A VINDICATION OF EDMUND RANDOLPH, WRITTEN BY HIMSELF, AND PUBLISHED IN 1795. NEW EDITION, WITH A PREFACE BY P.V. DANIEL, JR.
1855 · Richmond
by Randolph, Edmund
Richmond: Charles H. Wynne, 1855. Disbound, lightly worn. pp xi, 82. Good+.
Daniel, son of the United States Supreme Court Justice and the grandson of Randolph, passionately defends him. "THIS MAN is suddenly stricken down, condemned, and disgraced, so far as such a man can be disgraced-- and for what cause, and on what evidence of guilt or unworthiness?" he asks rhetorically. The Vindication is printed in full here, along with Washington's anti-France Message of December 1793, his nomination of John Jay as our envoy to England, and Randolph's letter of August 1794 to Washington on the foreign policy implications of the Whisky Rebellion.
Pickering and other Anglophiles suspected that Secretary of State Randolph-- one of President Washington's closest friends-- had urged rejection of the Jay Treaty "in order to foment a war with England that would throw the United States into the hands of such Jacobins as they suspected Randolph secretly was." Flexner, Washington The Indispensable Man 332. Charged with leaking secrets to the French, Randolph felt abandoned and betrayed; he resigned. "The long and confused pamphlet Randolph published bristled with anger against Washington...(T)he picture of Washington that emerged from the 103 closely printed pages carried strong implications of weakness and indecision...He also stated nastily, for the whole nation to see, what Washington himself suspected and feared: that the President was losing his mental powers." Id. 337.
Howes R55. Haynes 14788. Swem 4467. (Inventory #: 6813)
Daniel, son of the United States Supreme Court Justice and the grandson of Randolph, passionately defends him. "THIS MAN is suddenly stricken down, condemned, and disgraced, so far as such a man can be disgraced-- and for what cause, and on what evidence of guilt or unworthiness?" he asks rhetorically. The Vindication is printed in full here, along with Washington's anti-France Message of December 1793, his nomination of John Jay as our envoy to England, and Randolph's letter of August 1794 to Washington on the foreign policy implications of the Whisky Rebellion.
Pickering and other Anglophiles suspected that Secretary of State Randolph-- one of President Washington's closest friends-- had urged rejection of the Jay Treaty "in order to foment a war with England that would throw the United States into the hands of such Jacobins as they suspected Randolph secretly was." Flexner, Washington The Indispensable Man 332. Charged with leaking secrets to the French, Randolph felt abandoned and betrayed; he resigned. "The long and confused pamphlet Randolph published bristled with anger against Washington...(T)he picture of Washington that emerged from the 103 closely printed pages carried strong implications of weakness and indecision...He also stated nastily, for the whole nation to see, what Washington himself suspected and feared: that the President was losing his mental powers." Id. 337.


**WHAT THE TASK ASKS**: For the data below, report only the number of lines containing the string "axis".

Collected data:
════════
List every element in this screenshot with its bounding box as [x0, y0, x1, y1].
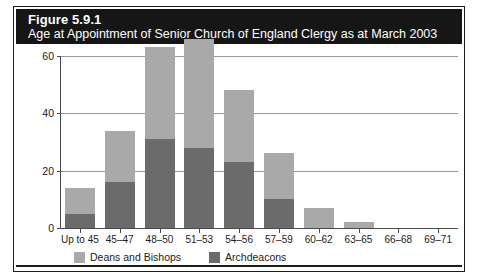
legend-item: Archdeacons: [209, 251, 286, 263]
x-tick-mark: [398, 229, 399, 233]
bar-segment-deans-and-bishops: [304, 208, 334, 228]
x-axis-label: 60–62: [299, 234, 339, 245]
x-axis-label: 48–50: [140, 234, 180, 245]
bar-segment-archdeacons: [65, 214, 95, 228]
x-tick-mark: [319, 229, 320, 233]
x-tick-mark: [239, 229, 240, 233]
bar-group: [224, 90, 254, 228]
bar-segment-deans-and-bishops: [344, 222, 374, 228]
chart-legend: Deans and BishopsArchdeacons: [74, 251, 308, 263]
figure-title: Figure 5.9.1: [28, 12, 462, 27]
bar-group: [264, 153, 294, 228]
x-axis-label: 63–65: [339, 234, 379, 245]
x-axis-label: Up to 45: [60, 234, 100, 245]
x-tick-mark: [359, 229, 360, 233]
legend-item: Deans and Bishops: [74, 251, 181, 263]
bar-segment-archdeacons: [145, 139, 175, 228]
y-tick-label: 20: [16, 165, 54, 177]
x-axis-label: 69–71: [418, 234, 458, 245]
bar-segment-deans-and-bishops: [264, 153, 294, 199]
x-tick-mark: [438, 229, 439, 233]
bar-group: [105, 131, 135, 228]
x-tick-mark: [279, 229, 280, 233]
bar-segment-deans-and-bishops: [224, 90, 254, 162]
x-axis-label: 57–59: [259, 234, 299, 245]
x-axis-label: 51–53: [179, 234, 219, 245]
chart-panel: 0204060 Up to 4545–4748–5051–5354–5657–5…: [16, 44, 462, 269]
y-tick-label: 40: [16, 107, 54, 119]
x-tick-mark: [120, 229, 121, 233]
bar-segment-archdeacons: [224, 162, 254, 228]
bar-segment-deans-and-bishops: [105, 131, 135, 183]
bar-group: [344, 222, 374, 228]
y-tick-label: 60: [16, 50, 54, 62]
bottom-rule: [16, 265, 462, 267]
figure-subtitle: Age at Appointment of Senior Church of E…: [28, 27, 462, 42]
x-axis-label: 45–47: [100, 234, 140, 245]
bar-segment-archdeacons: [105, 182, 135, 228]
legend-swatch-icon: [74, 252, 85, 263]
legend-swatch-icon: [209, 252, 220, 263]
x-axis-label: 66–68: [378, 234, 418, 245]
bar-segment-deans-and-bishops: [145, 47, 175, 139]
bar-segment-deans-and-bishops: [184, 39, 214, 148]
bar-group: [184, 39, 214, 228]
bar-group: [145, 47, 175, 228]
y-tick-label: 0: [16, 222, 54, 234]
figure-header: Figure 5.9.1 Age at Appointment of Senio…: [16, 9, 462, 44]
x-tick-mark: [199, 229, 200, 233]
bar-segment-archdeacons: [264, 199, 294, 228]
bar-segment-archdeacons: [184, 148, 214, 228]
figure-root: Figure 5.9.1 Age at Appointment of Senio…: [0, 0, 480, 280]
x-tick-mark: [80, 229, 81, 233]
legend-label: Deans and Bishops: [90, 251, 181, 263]
bar-group: [65, 188, 95, 228]
bar-group: [304, 208, 334, 228]
bar-segment-deans-and-bishops: [65, 188, 95, 214]
bars-layer: [60, 44, 458, 229]
legend-label: Archdeacons: [225, 251, 286, 263]
x-tick-mark: [160, 229, 161, 233]
x-axis-label: 54–56: [219, 234, 259, 245]
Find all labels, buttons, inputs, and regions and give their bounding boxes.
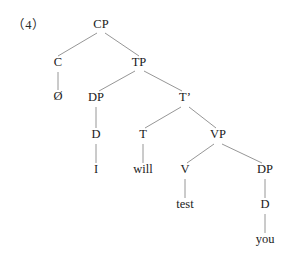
tree-node-tbar: T’ [179, 90, 191, 104]
tree-node-dpobj: DP [257, 162, 273, 176]
tree-node-c: C [54, 55, 62, 69]
tree-node-will: will [133, 162, 153, 176]
tree-edge-cp-to-tp [105, 33, 139, 56]
tree-nodes-group: CPCØTPDPDIT’TwillVPVtestDPDyou [53, 17, 275, 246]
tree-edge-tp-to-tbar [144, 71, 182, 91]
tree-node-dsubj: D [91, 127, 100, 141]
tree-node-dpsubj: DP [88, 90, 104, 104]
tree-node-you: you [256, 232, 276, 246]
tree-edge-vp-to-dpobj [222, 144, 262, 163]
tree-node-v: V [180, 162, 189, 176]
tree-node-vp: VP [210, 127, 226, 141]
tree-node-cp: CP [93, 17, 108, 31]
tree-edges-group [58, 33, 265, 233]
tree-edge-tbar-to-vp [189, 107, 216, 128]
tree-edge-vp-to-v [187, 144, 214, 163]
syntax-tree-diagram: CPCØTPDPDIT’TwillVPVtestDPDyou [0, 0, 292, 263]
tree-edge-cp-to-c [58, 33, 97, 56]
tree-node-i: I [94, 162, 98, 176]
tree-node-t: T [139, 127, 147, 141]
tree-node-dobj: D [260, 197, 269, 211]
tree-node-test: test [176, 197, 194, 211]
tree-node-tp: TP [132, 55, 147, 69]
figure-canvas: （4） CPCØTPDPDIT’TwillVPVtestDPDyou [0, 0, 292, 263]
tree-edge-tbar-to-t [145, 107, 181, 128]
tree-edge-tp-to-dpsubj [99, 71, 135, 91]
tree-node-cnull: Ø [53, 89, 62, 103]
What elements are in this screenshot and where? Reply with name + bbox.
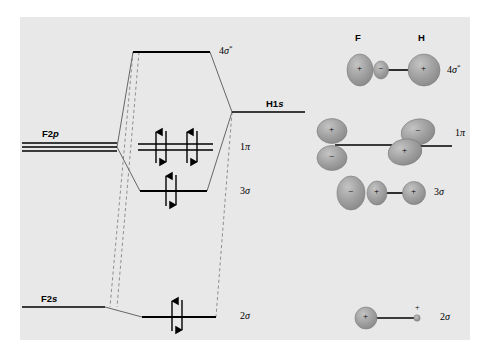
- sign-4sigma-star-1: −: [378, 64, 383, 73]
- label-h1s: H1s: [266, 99, 283, 109]
- header-f: F: [355, 33, 361, 43]
- correlation-lines-dashed: [110, 52, 232, 317]
- label-mo-4sigma-star: 4σ*: [219, 45, 232, 56]
- picture-label-2sigma: 2σ: [440, 312, 450, 322]
- level-f2p: [22, 143, 117, 151]
- level-1pi: [138, 144, 213, 150]
- sign-3sigma-1: +: [374, 187, 379, 196]
- electrons-1pi: [156, 131, 197, 163]
- header-h: H: [418, 33, 425, 43]
- picture-label-3sigma: 3σ: [434, 187, 444, 197]
- sign-1pi-3: +: [402, 146, 407, 155]
- label-mo-3sigma: 3σ: [240, 186, 250, 196]
- sign-1pi-1: −: [329, 152, 334, 161]
- sign-1pi-2: −: [415, 126, 420, 135]
- sign-4sigma-star-2: +: [421, 64, 426, 73]
- electrons-2sigma: [172, 300, 182, 331]
- label-f2s: F2s: [41, 294, 57, 304]
- picture-label-4sigma-star: 4σ*: [447, 64, 460, 75]
- picture-label-1pi: 1π: [455, 128, 465, 138]
- sign-3sigma-0: −: [348, 187, 353, 196]
- label-mo-2sigma: 2σ: [240, 311, 250, 321]
- orbital-picture-1pi: [317, 116, 452, 171]
- diagram-canvas: [0, 0, 485, 358]
- label-mo-1pi: 1π: [240, 142, 250, 152]
- sign-1pi-0: +: [329, 125, 334, 134]
- sign-2sigma-0: +: [363, 312, 368, 321]
- label-f2p: F2p: [42, 129, 59, 139]
- sign-4sigma-star-0: +: [357, 64, 362, 73]
- sign-3sigma-2: +: [411, 187, 416, 196]
- correlation-lines-solid: [105, 52, 232, 317]
- sign-2sigma-1: +: [415, 304, 420, 312]
- mo-diagram-figure: F2p F2s H1s 4σ* 1π 3σ 2σ F H 4σ* 1π 3σ 2…: [0, 0, 485, 358]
════════
**REPLY TO THE TASK**: 10